Garrett Johnson is co-founder of Lincoln Network, a national community of technology professionals, and previously founded a Y Combinator-backed startup based in Silicon Valley. Brent Skorup is an attorney and a research fellow at the Mercatus Center at George Mason University.
I understand economic freedom to offer and price services so as to maximize profits, that is capitalism. I also understand the right to protect artistic and editorial thought.

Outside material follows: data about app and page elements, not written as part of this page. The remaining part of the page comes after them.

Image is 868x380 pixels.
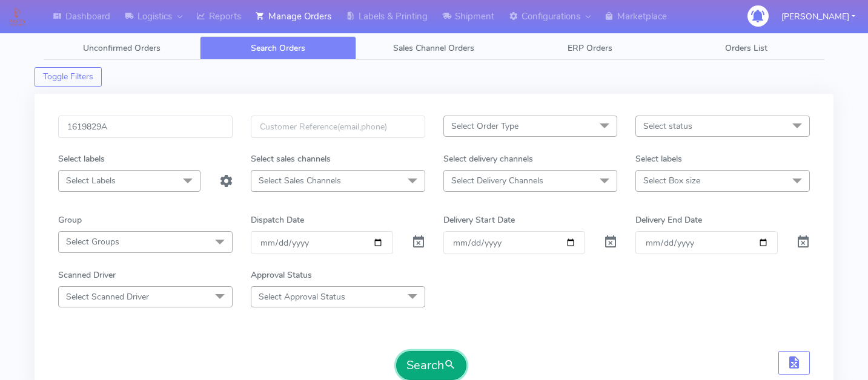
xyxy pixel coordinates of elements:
[451,121,518,132] span: Select Order Type
[259,175,341,187] span: Select Sales Channels
[58,153,105,165] label: Select labels
[58,214,82,227] label: Group
[643,175,700,187] span: Select Box size
[635,214,702,227] label: Delivery End Date
[444,214,515,227] label: Delivery Start Date
[635,153,682,165] label: Select labels
[396,351,466,380] button: Search
[251,269,312,281] label: Approval Status
[259,291,345,303] span: Select Approval Status
[251,214,304,227] label: Dispatch Date
[66,291,149,303] span: Select Scanned Driver
[251,116,425,138] input: Customer Reference(email,phone)
[251,42,305,54] span: Search Orders
[66,175,116,187] span: Select Labels
[393,42,474,54] span: Sales Channel Orders
[643,121,692,132] span: Select status
[58,269,116,281] label: Scanned Driver
[66,236,120,248] span: Select Groups
[567,42,612,54] span: ERP Orders
[44,36,824,60] ul: Tabs
[444,153,533,165] label: Select delivery channels
[34,67,102,87] button: Toggle Filters
[58,116,232,138] input: Order Id
[772,4,864,29] button: [PERSON_NAME]
[451,175,543,187] span: Select Delivery Channels
[725,42,767,54] span: Orders List
[251,153,331,165] label: Select sales channels
[83,42,161,54] span: Unconfirmed Orders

Yet the internet has become such an integral part of modern life that applying constraints on information will create another layer of control and elitism over our lives.
The problem with “net neutrality” treating internet as a public utility is that it puts everything under government control and will give us an internet that is similar to the post office, the railroads or any other “public service.” The companies become nothing but giant plodding bureaucracies, service suffers, innovation disappears, and the government hovers over every bit and byte.

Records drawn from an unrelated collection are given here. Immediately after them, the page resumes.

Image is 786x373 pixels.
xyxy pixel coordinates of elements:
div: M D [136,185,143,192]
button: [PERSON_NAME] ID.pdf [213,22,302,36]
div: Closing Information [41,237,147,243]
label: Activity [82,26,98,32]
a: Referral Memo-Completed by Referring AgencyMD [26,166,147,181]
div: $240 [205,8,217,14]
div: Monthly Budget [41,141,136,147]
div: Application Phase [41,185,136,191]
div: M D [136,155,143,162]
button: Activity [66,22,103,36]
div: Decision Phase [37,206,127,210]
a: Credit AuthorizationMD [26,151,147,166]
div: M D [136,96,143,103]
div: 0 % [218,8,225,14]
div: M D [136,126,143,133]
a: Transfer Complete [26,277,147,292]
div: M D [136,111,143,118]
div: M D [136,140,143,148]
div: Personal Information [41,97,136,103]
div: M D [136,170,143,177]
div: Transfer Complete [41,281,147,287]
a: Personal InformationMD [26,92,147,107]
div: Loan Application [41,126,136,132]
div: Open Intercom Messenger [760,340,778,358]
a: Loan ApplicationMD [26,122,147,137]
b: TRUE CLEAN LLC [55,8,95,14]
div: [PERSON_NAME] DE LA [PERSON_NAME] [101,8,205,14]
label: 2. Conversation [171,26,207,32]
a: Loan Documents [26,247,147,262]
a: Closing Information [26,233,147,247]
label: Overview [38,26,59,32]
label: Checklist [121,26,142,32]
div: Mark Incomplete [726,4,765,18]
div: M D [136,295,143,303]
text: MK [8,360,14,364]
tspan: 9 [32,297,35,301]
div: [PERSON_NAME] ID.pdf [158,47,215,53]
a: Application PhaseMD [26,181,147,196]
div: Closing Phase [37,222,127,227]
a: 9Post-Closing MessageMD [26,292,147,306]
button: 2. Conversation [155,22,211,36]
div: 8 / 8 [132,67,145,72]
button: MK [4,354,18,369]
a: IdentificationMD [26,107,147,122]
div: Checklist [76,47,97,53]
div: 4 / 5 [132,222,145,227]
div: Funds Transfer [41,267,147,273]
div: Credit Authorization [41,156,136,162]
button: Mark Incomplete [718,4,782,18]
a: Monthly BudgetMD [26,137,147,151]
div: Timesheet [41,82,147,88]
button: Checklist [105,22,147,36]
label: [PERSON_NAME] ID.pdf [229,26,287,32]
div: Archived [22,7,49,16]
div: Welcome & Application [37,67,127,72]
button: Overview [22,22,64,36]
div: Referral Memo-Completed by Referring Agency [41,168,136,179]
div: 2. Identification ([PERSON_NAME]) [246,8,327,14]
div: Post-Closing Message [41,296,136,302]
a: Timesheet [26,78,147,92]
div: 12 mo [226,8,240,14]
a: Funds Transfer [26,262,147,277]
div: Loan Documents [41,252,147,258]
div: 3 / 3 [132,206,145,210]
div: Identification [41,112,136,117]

There is no way ISPs can censor any other content. They can't even censor any HD video so long as the customer is willing to download it, then watch it later (non-streaming). So it is not actually the dreck that is protected by "neutrality" but the instant-gratification of streaming dreck.

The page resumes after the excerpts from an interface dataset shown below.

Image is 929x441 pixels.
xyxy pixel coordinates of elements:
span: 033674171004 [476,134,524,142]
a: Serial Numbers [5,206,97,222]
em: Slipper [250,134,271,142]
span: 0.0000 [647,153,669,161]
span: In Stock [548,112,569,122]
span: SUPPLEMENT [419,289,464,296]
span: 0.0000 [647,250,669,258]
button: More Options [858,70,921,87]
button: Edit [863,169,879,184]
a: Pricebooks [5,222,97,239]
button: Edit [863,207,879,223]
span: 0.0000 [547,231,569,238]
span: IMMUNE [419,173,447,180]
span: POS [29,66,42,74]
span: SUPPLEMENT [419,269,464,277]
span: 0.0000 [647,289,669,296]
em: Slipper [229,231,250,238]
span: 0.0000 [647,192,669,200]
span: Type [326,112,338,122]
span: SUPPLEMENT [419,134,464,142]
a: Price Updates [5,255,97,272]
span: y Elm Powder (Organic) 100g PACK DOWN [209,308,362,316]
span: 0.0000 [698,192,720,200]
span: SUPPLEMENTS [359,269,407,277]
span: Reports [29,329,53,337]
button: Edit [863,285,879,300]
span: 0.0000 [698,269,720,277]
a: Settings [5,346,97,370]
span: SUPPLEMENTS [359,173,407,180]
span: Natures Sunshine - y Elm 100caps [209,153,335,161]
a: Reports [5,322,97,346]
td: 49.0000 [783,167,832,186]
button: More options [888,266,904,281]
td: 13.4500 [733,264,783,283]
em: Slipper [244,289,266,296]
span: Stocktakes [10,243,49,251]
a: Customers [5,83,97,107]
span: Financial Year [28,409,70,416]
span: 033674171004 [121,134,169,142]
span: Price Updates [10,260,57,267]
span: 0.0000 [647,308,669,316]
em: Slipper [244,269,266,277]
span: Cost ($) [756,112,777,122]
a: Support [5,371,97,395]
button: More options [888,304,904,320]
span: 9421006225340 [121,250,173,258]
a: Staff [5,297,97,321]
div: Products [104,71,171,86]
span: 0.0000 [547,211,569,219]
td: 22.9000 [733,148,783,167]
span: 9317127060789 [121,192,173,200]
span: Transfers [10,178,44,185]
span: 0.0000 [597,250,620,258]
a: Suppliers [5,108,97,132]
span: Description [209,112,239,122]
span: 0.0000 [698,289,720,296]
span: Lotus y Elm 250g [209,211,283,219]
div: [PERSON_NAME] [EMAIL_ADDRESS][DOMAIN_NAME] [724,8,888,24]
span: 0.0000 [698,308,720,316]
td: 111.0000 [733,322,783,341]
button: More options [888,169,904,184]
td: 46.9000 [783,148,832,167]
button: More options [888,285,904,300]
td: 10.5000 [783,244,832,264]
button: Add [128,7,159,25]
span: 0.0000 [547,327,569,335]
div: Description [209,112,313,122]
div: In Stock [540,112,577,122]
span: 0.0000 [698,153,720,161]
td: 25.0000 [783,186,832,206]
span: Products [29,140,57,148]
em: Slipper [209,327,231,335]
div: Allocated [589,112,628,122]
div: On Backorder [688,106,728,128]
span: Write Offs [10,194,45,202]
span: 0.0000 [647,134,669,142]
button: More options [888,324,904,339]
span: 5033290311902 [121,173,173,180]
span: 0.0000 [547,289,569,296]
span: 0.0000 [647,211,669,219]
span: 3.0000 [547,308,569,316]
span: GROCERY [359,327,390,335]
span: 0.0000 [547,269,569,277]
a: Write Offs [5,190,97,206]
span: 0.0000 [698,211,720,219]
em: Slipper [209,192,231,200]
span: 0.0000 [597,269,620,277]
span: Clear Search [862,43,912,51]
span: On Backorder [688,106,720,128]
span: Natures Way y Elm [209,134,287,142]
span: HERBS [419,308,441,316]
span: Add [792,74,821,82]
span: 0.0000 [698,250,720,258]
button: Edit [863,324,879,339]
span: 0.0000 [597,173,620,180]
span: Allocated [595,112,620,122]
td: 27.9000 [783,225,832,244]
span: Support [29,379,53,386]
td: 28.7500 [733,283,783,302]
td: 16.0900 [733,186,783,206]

But let's just say that Comcast decided to offer "Comcast Republic" and charge extra for anyone using "Free Republic". First it would never stand under first amendment grounds. But second, there would ways in the first day to get to Real Free Republic via Tor or one-off proxies. It would be messy because there would be imposters taking advantage of the situation. But it would work and eventually get smoother. Chinese internet users do route around censorship routinely and they are up against their entire state apparatus, not just Comcast.
But let's be serious. Comcast is not going to censor the internet in any way, shape or form. They are going to quite appropriately charge more for services that impact other users by chewing up excessive bandwidth.
You could re-package FR as a P2P system and run it on a browser plugin...stand-alone or with a helper app.
Or you could take an open-source browser like Firefox/Mozilla, create a Freeper Browser, and run it that way.
You could spread the archive of posts out to hundreds of peers to save locally as compressed, encrypted files.
One person, or a group, could control it using encryption...so it would not devolve into a nightmare.
It could be VERY fast...and virtually impossible to censor or shut down.
Also, it would be cheap to operate.
But please, dear God, add in an EDIT BUTTON.
I can see how to post a comment you would encrypt with one or more of those public keys and send it those people. I'm not sure how they send it back out encrypted to all other users, but I'm sure there's a way and of course it can all be automated.
It’s an idea for the hopefully not to near future....a future where FR’s existence might be at risk from illness or censorship.
It’s certainly do-able, the talent to implement is right here on FR.
It would take a literal police-state to turn it off.
You could even run the system through the TOR network without too much added fuss...just mod the TOR browser bundle since it is open-source.
I’m getting speeds over TOR approaching 20Mbps
This article twists what the FCC is doing by rolling back the ambiguous and Orwellian term “net neutrality”. It is NOT internet “openness” that is being restored by internet “closed-ness” (i.e. property rights) that are being restored. Property rights assumes fences, boundaries and the right to exclude not openness and socialism to plunder the internet “commons”.